Learner Career Day 2025F – Entrepreneurship in South Africa Young Innovators

My professional journey includes teaching commercial subjects, leading an ICT research company, and shaping key institutions in the black ICT ecosystem. I played a pivotal role in forming the Black IT Forum (BITF) and served as its General Secretary. We built structures, governance, and impact.

We created BLITEC, an empowerment vehicle that, at its height, held serious value and generated dividends for many black ICT professionals. I also learned hard lessons about governance, opportunism, and the danger of trusting without accountability. When organisations stop being builder-led and become politically mechanised, value collapses.

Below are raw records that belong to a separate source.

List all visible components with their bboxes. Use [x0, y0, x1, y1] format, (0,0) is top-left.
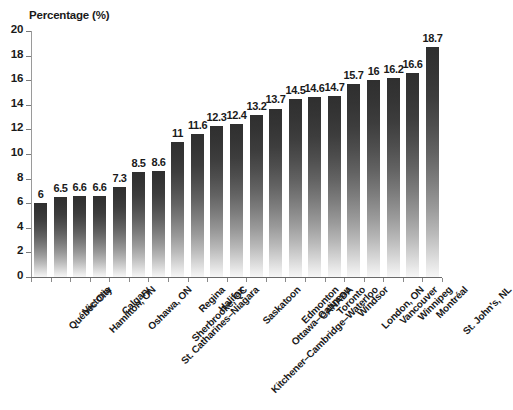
x-axis-tick-mark [246, 278, 247, 282]
bar-value-label: 7.3 [112, 172, 126, 184]
bar-rect [289, 99, 302, 277]
bar [230, 124, 243, 277]
bar-rect [426, 47, 439, 277]
bar [73, 196, 86, 277]
bar-rect [152, 171, 165, 277]
bar-rect [230, 124, 243, 277]
bar-value-label: 6 [38, 188, 44, 200]
x-axis-tick-mark [207, 278, 208, 282]
bar-rect [210, 126, 223, 277]
y-axis-tick-mark [26, 203, 31, 204]
bar-value-label: 6.6 [72, 181, 86, 193]
bar [152, 171, 165, 277]
bar-rect [54, 197, 67, 277]
x-axis-label-text: Victoria [80, 284, 112, 316]
bar-value-label: 12.4 [227, 109, 247, 121]
y-axis-tick-mark [26, 129, 31, 130]
x-axis-tick-mark [70, 278, 71, 282]
bar-rect [191, 134, 204, 277]
bar-rect [93, 196, 106, 277]
bar-value-label: 18.7 [423, 32, 443, 44]
bar-value-label: 14.6 [305, 82, 325, 94]
bar-value-label: 8.5 [131, 157, 145, 169]
y-axis-tick-mark [26, 252, 31, 253]
bar-value-label: 6.6 [92, 181, 106, 193]
y-axis-tick-mark [26, 105, 31, 106]
bar-value-label: 13.7 [266, 93, 286, 105]
bar [191, 134, 204, 277]
x-axis-label-text: Saskatoon [260, 284, 302, 326]
bar [387, 78, 400, 277]
x-axis-tick-mark [422, 278, 423, 282]
y-axis-tick-label: 8 [17, 171, 23, 183]
y-axis-tick-mark [26, 31, 31, 32]
bar-value-label: 13.2 [247, 100, 267, 112]
source-note [28, 399, 448, 410]
bar [210, 126, 223, 277]
x-axis-tick-mark [148, 278, 149, 282]
bar [132, 172, 145, 277]
x-axis-line [31, 277, 442, 278]
x-axis-tick-mark [129, 278, 130, 282]
bar [34, 203, 47, 277]
x-axis-tick-mark [305, 278, 306, 282]
bar-value-label: 15.7 [344, 69, 364, 81]
bar [250, 115, 263, 277]
x-axis-tick-mark [188, 278, 189, 282]
bar-rect [347, 84, 360, 277]
y-axis-tick-label: 10 [11, 146, 23, 158]
bar [426, 47, 439, 277]
bar-value-label: 12.3 [207, 111, 227, 123]
bar-value-label: 14.7 [325, 81, 345, 93]
bar-value-label: 14.5 [286, 84, 306, 96]
bar-rect [406, 73, 419, 277]
bar-rect [328, 96, 341, 277]
x-axis-tick-mark [227, 278, 228, 282]
bar-value-label: 8.6 [151, 156, 165, 168]
bar-rect [171, 142, 184, 277]
x-axis-label: Victoria [80, 284, 112, 316]
y-axis-tick-label: 2 [17, 244, 23, 256]
bar [289, 99, 302, 277]
bar [54, 197, 67, 277]
bar-rect [73, 196, 86, 277]
bar-rect [367, 80, 380, 277]
y-axis-tick-label: 20 [11, 23, 23, 35]
y-axis-tick-label: 12 [11, 121, 23, 133]
y-axis-tick-label: 14 [11, 97, 23, 109]
x-axis-tick-mark [51, 278, 52, 282]
bar-rect [269, 109, 282, 278]
x-axis-tick-mark [325, 278, 326, 282]
x-axis-tick-mark [403, 278, 404, 282]
bar-value-label: 6.5 [53, 182, 67, 194]
y-axis-tick-mark [26, 56, 31, 57]
y-axis-tick-label: 16 [11, 72, 23, 84]
y-axis-tick-mark [26, 154, 31, 155]
bar [328, 96, 341, 277]
bar [113, 187, 126, 277]
bar-value-label: 16.6 [403, 58, 423, 70]
bar [347, 84, 360, 277]
y-axis-tick-label: 18 [11, 48, 23, 60]
bar [308, 97, 321, 277]
x-axis-tick-mark [344, 278, 345, 282]
y-axis-tick-mark [26, 228, 31, 229]
bar [269, 109, 282, 278]
y-axis-line [31, 31, 32, 278]
bar [406, 73, 419, 277]
x-axis-tick-mark [364, 278, 365, 282]
x-axis-tick-mark [109, 278, 110, 282]
x-axis-tick-mark [266, 278, 267, 282]
x-axis-tick-mark [383, 278, 384, 282]
bar [171, 142, 184, 277]
bar-rect [308, 97, 321, 277]
y-axis-tick-mark [26, 179, 31, 180]
bar [367, 80, 380, 277]
y-axis-tick-label: 4 [17, 220, 23, 232]
x-axis-tick-mark [90, 278, 91, 282]
bar-rect [34, 203, 47, 277]
y-axis-tick-label: 6 [17, 195, 23, 207]
bar-value-label: 16.2 [384, 63, 404, 75]
x-axis-tick-mark [442, 278, 443, 282]
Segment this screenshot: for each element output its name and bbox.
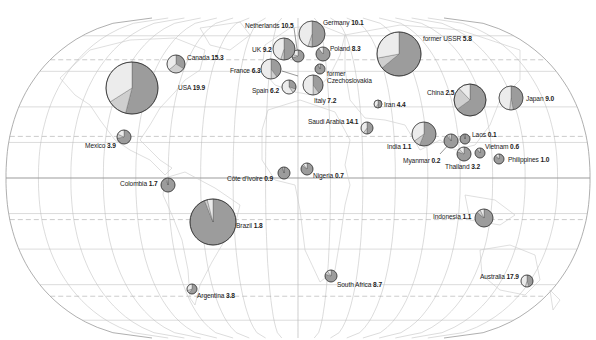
label-southafrica: South Africa 8.7 bbox=[337, 281, 382, 288]
world-map bbox=[0, 0, 596, 340]
country-value: 8.3 bbox=[352, 45, 361, 52]
pie-myanmar bbox=[444, 134, 458, 148]
label-ussr: former USSR 5.8 bbox=[423, 35, 472, 42]
pie-c-te-d-ivoire bbox=[278, 167, 290, 179]
country-name: Philippines bbox=[508, 156, 539, 163]
pie-france bbox=[261, 59, 281, 79]
country-name: Poland bbox=[330, 45, 350, 52]
label-indonesia: Indonesia 1.1 bbox=[433, 213, 471, 220]
country-name: Iran bbox=[384, 101, 395, 108]
country-value: 7.2 bbox=[327, 97, 336, 104]
country-value: 9.0 bbox=[545, 95, 554, 102]
country-name: former USSR bbox=[423, 35, 461, 42]
country-value: 4.4 bbox=[397, 101, 406, 108]
pie-saudi-arabia bbox=[361, 122, 373, 134]
pie-india bbox=[412, 122, 436, 146]
label-colombia: Colombia 1.7 bbox=[120, 180, 158, 187]
label-iran: Iran 4.4 bbox=[384, 101, 406, 108]
country-value: 0.6 bbox=[510, 143, 519, 150]
country-name: Japan bbox=[526, 95, 543, 102]
label-spain: Spain 6.2 bbox=[252, 87, 279, 94]
country-name: Thailand bbox=[445, 163, 470, 170]
label-brazil: Brazil 1.8 bbox=[236, 222, 263, 229]
country-name-line2: Czechoslovakia bbox=[327, 77, 372, 84]
pie-former-ussr bbox=[377, 32, 421, 76]
pie-philippines bbox=[494, 154, 504, 164]
pie-spain bbox=[282, 80, 296, 94]
label-myanmar: Myanmar 0.2 bbox=[403, 157, 440, 164]
label-usa: USA 19.9 bbox=[178, 84, 205, 91]
graticule-lines bbox=[6, 18, 590, 338]
label-japan: Japan 9.0 bbox=[526, 95, 554, 102]
country-name: South Africa bbox=[337, 281, 371, 288]
pie-china bbox=[454, 84, 486, 116]
label-australia: Australia 17.9 bbox=[480, 273, 519, 280]
country-value: 1.1 bbox=[403, 143, 412, 150]
country-name: Laos bbox=[472, 131, 486, 138]
country-value: 1.8 bbox=[254, 222, 263, 229]
country-value: 3.8 bbox=[226, 292, 235, 299]
label-poland: Poland 8.3 bbox=[330, 45, 361, 52]
country-name: Spain bbox=[252, 87, 268, 94]
country-value: 14.1 bbox=[346, 118, 358, 125]
pie-argentina bbox=[187, 284, 197, 294]
country-value: 3.9 bbox=[107, 142, 116, 149]
pie-canada bbox=[167, 55, 185, 73]
country-value: 8.7 bbox=[373, 281, 382, 288]
pie-usa bbox=[106, 62, 158, 114]
label-philippines: Philippines 1.0 bbox=[508, 156, 549, 163]
label-vietnam: Vietnam 0.6 bbox=[485, 143, 519, 150]
pie-charts bbox=[106, 21, 533, 294]
country-value: 15.3 bbox=[211, 54, 223, 61]
label-china: China 2.5 bbox=[427, 89, 454, 96]
country-name: Brazil bbox=[236, 222, 252, 229]
country-name: Colombia bbox=[120, 180, 147, 187]
pie-laos bbox=[460, 134, 470, 144]
pie-colombia bbox=[161, 178, 175, 192]
label-mexico: Mexico 3.9 bbox=[85, 142, 116, 149]
country-value: 6.3 bbox=[252, 67, 261, 74]
pie-thailand bbox=[457, 147, 471, 161]
country-value: 19.9 bbox=[193, 84, 205, 91]
label-india: India 1.1 bbox=[387, 143, 411, 150]
pie-brazil bbox=[190, 199, 236, 245]
pie-iran bbox=[374, 100, 382, 108]
country-name: France bbox=[230, 67, 250, 74]
label-cote: Côte d'Ivoire 0.9 bbox=[227, 175, 273, 182]
label-czech: formerCzechoslovakia bbox=[327, 70, 372, 84]
country-value: 10.5 bbox=[281, 22, 293, 29]
country-value: 9.2 bbox=[263, 46, 272, 53]
label-canada: Canada 15.3 bbox=[187, 54, 224, 61]
country-value: 1.1 bbox=[462, 213, 471, 220]
pie-japan bbox=[499, 86, 523, 110]
country-value: 2.5 bbox=[445, 89, 454, 96]
country-name: Canada bbox=[187, 54, 210, 61]
pie-former-czechoslovakia bbox=[315, 64, 325, 74]
country-name: Italy bbox=[314, 97, 326, 104]
pie-indonesia bbox=[475, 209, 493, 227]
country-name: Netherlands bbox=[245, 22, 279, 29]
country-value: 10.1 bbox=[351, 19, 363, 26]
country-value: 0.7 bbox=[335, 172, 344, 179]
country-value: 1.0 bbox=[541, 156, 550, 163]
country-name: Argentina bbox=[197, 292, 224, 299]
country-name: Mexico bbox=[85, 142, 105, 149]
pie-uk bbox=[273, 38, 295, 60]
country-name: Côte d'Ivoire bbox=[227, 175, 263, 182]
country-name: Australia bbox=[480, 273, 505, 280]
country-value: 0.2 bbox=[432, 157, 441, 164]
country-name: Myanmar bbox=[403, 157, 430, 164]
label-saudi: Saudi Arabia 14.1 bbox=[308, 118, 358, 125]
label-nigeria: Nigeria 0.7 bbox=[313, 172, 344, 179]
country-name: Indonesia bbox=[433, 213, 461, 220]
country-name: China bbox=[427, 89, 444, 96]
country-value: 17.9 bbox=[507, 273, 519, 280]
country-value: 0.9 bbox=[264, 175, 273, 182]
label-argentina: Argentina 3.8 bbox=[197, 292, 235, 299]
country-name: former bbox=[327, 70, 345, 77]
pie-vietnam bbox=[475, 148, 485, 158]
pie-italy bbox=[303, 75, 323, 95]
country-name: USA bbox=[178, 84, 191, 91]
pie-australia bbox=[521, 275, 533, 287]
pie-south-africa bbox=[325, 270, 337, 282]
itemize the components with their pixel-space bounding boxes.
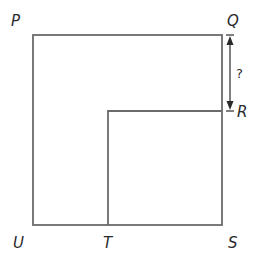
outer-square — [33, 35, 222, 225]
label-s: S — [228, 234, 238, 252]
inner-square — [108, 111, 222, 225]
label-r: R — [237, 103, 247, 121]
arrowhead-down-icon — [227, 101, 234, 110]
label-q: Q — [227, 12, 239, 30]
arrowhead-up-icon — [227, 36, 234, 45]
label-u: U — [13, 234, 24, 252]
label-p: P — [11, 12, 21, 30]
unknown-length-label: ? — [236, 66, 243, 81]
label-t: T — [103, 234, 114, 252]
geometry-diagram: P Q R S T U ? — [0, 0, 260, 267]
dimension-arrow-qr — [226, 35, 234, 111]
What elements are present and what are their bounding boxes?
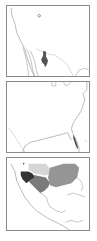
border-line — [9, 129, 25, 152]
locality-marker — [23, 163, 25, 165]
map-panel-west — [6, 5, 90, 77]
border-line — [36, 49, 73, 76]
map-panel-north-america — [6, 157, 90, 231]
range-patch-dark — [41, 51, 48, 68]
southeast-map-svg — [7, 82, 89, 152]
map-panel-southeast — [6, 81, 90, 153]
pacific-coastline — [11, 8, 34, 76]
range-strip-florida — [73, 135, 78, 150]
gulf-coastline — [23, 133, 72, 152]
atlantic-coastline — [71, 82, 87, 152]
gulf-coastline — [40, 193, 65, 212]
locality-marker — [38, 14, 41, 17]
range-medium-east — [48, 164, 79, 187]
west-map-svg — [7, 6, 89, 76]
gulf-coastline — [75, 68, 89, 76]
caribbean-islands — [67, 193, 85, 197]
north-america-map-svg — [7, 158, 89, 230]
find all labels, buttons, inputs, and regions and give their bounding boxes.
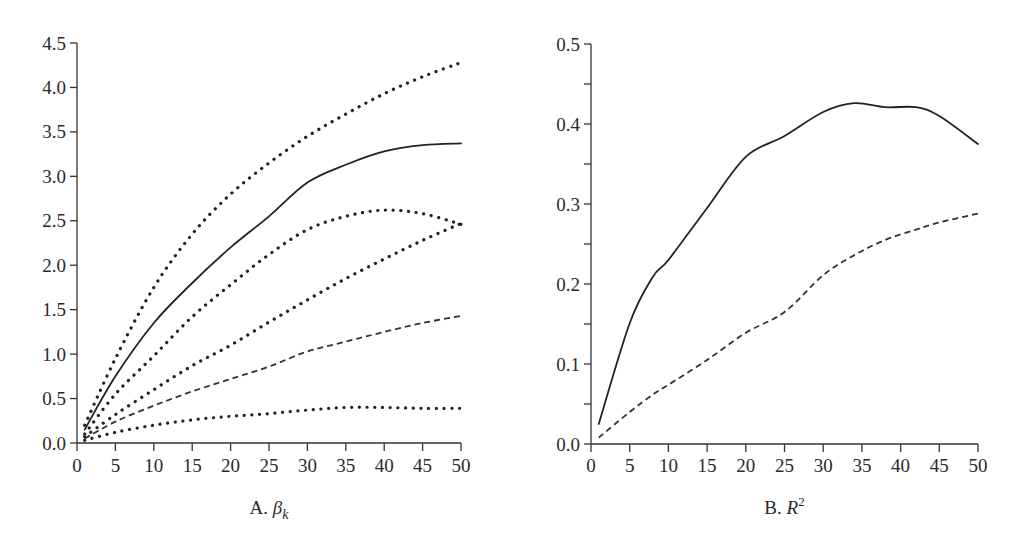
x-tick-label: 30 bbox=[298, 455, 317, 476]
y-tick-label: 0.0 bbox=[42, 433, 66, 454]
y-tick-label: 1.5 bbox=[42, 299, 66, 320]
series-line-dashed bbox=[599, 214, 978, 438]
series-line-dotted bbox=[85, 63, 461, 426]
y-tick-label: 0.1 bbox=[556, 354, 580, 375]
x-tick-label: 35 bbox=[852, 455, 871, 476]
x-tick-label: 5 bbox=[111, 455, 121, 476]
x-tick-label: 0 bbox=[586, 455, 596, 476]
y-tick-label: 2.0 bbox=[42, 255, 66, 276]
y-tick-label: 0.2 bbox=[556, 274, 580, 295]
x-tick-label: 45 bbox=[930, 455, 949, 476]
y-tick-label: 0.5 bbox=[42, 388, 66, 409]
x-tick-label: 25 bbox=[260, 455, 279, 476]
series-line-solid bbox=[85, 143, 461, 429]
x-tick-label: 20 bbox=[221, 455, 240, 476]
y-tick-label: 1.0 bbox=[42, 344, 66, 365]
panel-a-beta-chart: 0.00.51.01.52.02.53.03.54.04.50510152025… bbox=[42, 33, 470, 523]
x-tick-label: 5 bbox=[625, 455, 635, 476]
y-tick-label: 3.5 bbox=[42, 121, 66, 142]
y-tick-label: 0.5 bbox=[556, 34, 580, 55]
series-line-dotted bbox=[85, 210, 461, 434]
x-tick-label: 25 bbox=[775, 455, 794, 476]
x-tick-label: 50 bbox=[452, 455, 471, 476]
panel-label: B. R2 bbox=[764, 494, 804, 518]
x-tick-label: 15 bbox=[183, 455, 202, 476]
x-tick-label: 40 bbox=[375, 455, 394, 476]
y-tick-label: 3.0 bbox=[42, 166, 66, 187]
y-tick-label: 0.4 bbox=[556, 114, 580, 135]
y-tick-label: 0.0 bbox=[556, 434, 580, 455]
figure: 0.00.51.01.52.02.53.03.54.04.50510152025… bbox=[0, 0, 1019, 546]
x-tick-label: 0 bbox=[72, 455, 82, 476]
x-tick-label: 20 bbox=[736, 455, 755, 476]
y-tick-label: 4.5 bbox=[42, 33, 66, 54]
y-tick-label: 4.0 bbox=[42, 77, 66, 98]
x-tick-label: 45 bbox=[413, 455, 432, 476]
x-tick-label: 35 bbox=[336, 455, 355, 476]
x-tick-label: 30 bbox=[814, 455, 833, 476]
series-line-solid bbox=[599, 103, 978, 424]
series-line-dotted bbox=[85, 223, 461, 436]
series-line-dashed bbox=[85, 316, 461, 439]
x-tick-label: 50 bbox=[969, 455, 988, 476]
x-tick-label: 10 bbox=[144, 455, 163, 476]
panel-label: A. βk bbox=[250, 497, 290, 522]
chart-canvas: 0.00.51.01.52.02.53.03.54.04.50510152025… bbox=[0, 0, 1019, 546]
y-tick-label: 0.3 bbox=[556, 194, 580, 215]
panel-b-r-squared-chart: 0.00.10.20.30.40.505101520253035404550B.… bbox=[556, 34, 987, 519]
x-tick-label: 40 bbox=[891, 455, 910, 476]
x-tick-label: 15 bbox=[698, 455, 717, 476]
y-tick-label: 2.5 bbox=[42, 210, 66, 231]
x-tick-label: 10 bbox=[659, 455, 678, 476]
series-line-dotted bbox=[85, 407, 461, 440]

My takeaway is, not everyone you onboard will add value. Protect the vision. Protect the culture. Measure contribution.

Today, I serve as Founder and Head of Entrepreneurship and Innovation at Chartwell Entrepreneurship and Leadership School. I have championed initiatives that strengthened financial literacy and entrepreneurship outcomes, and I am spearheading the African Entrepreneurship and Innovation Museum, a world-first concept planned for completion in 2029.

If I had to summarise my philosophy, it is this: a productive and solution-driven mindset can be a lifestyle. When it becomes embedded in your persona, you naturally execute, add value, and become dependable. You don’t wait for permission to contribute, you contribute because that is who you are.

702 & Discovery Invest Photos – Entrepreneurship in South Africa Young Innovators

I also believe trust demands accountability. Trust is not emphasised enough in business, yet it is often the difference between success and collapse.

South Africa’s unemployment crisis requires a different approach, one that builds a real generation of entrepreneurs who create innovative centres of economic activity, unlock new value, and create jobs at scale.

This career memoir feature is written in the contributor’s own words and has been lightly edited. Career Indaba® Magazine preserves the authenticity of each voice as part of Africa’s living career memoir archives.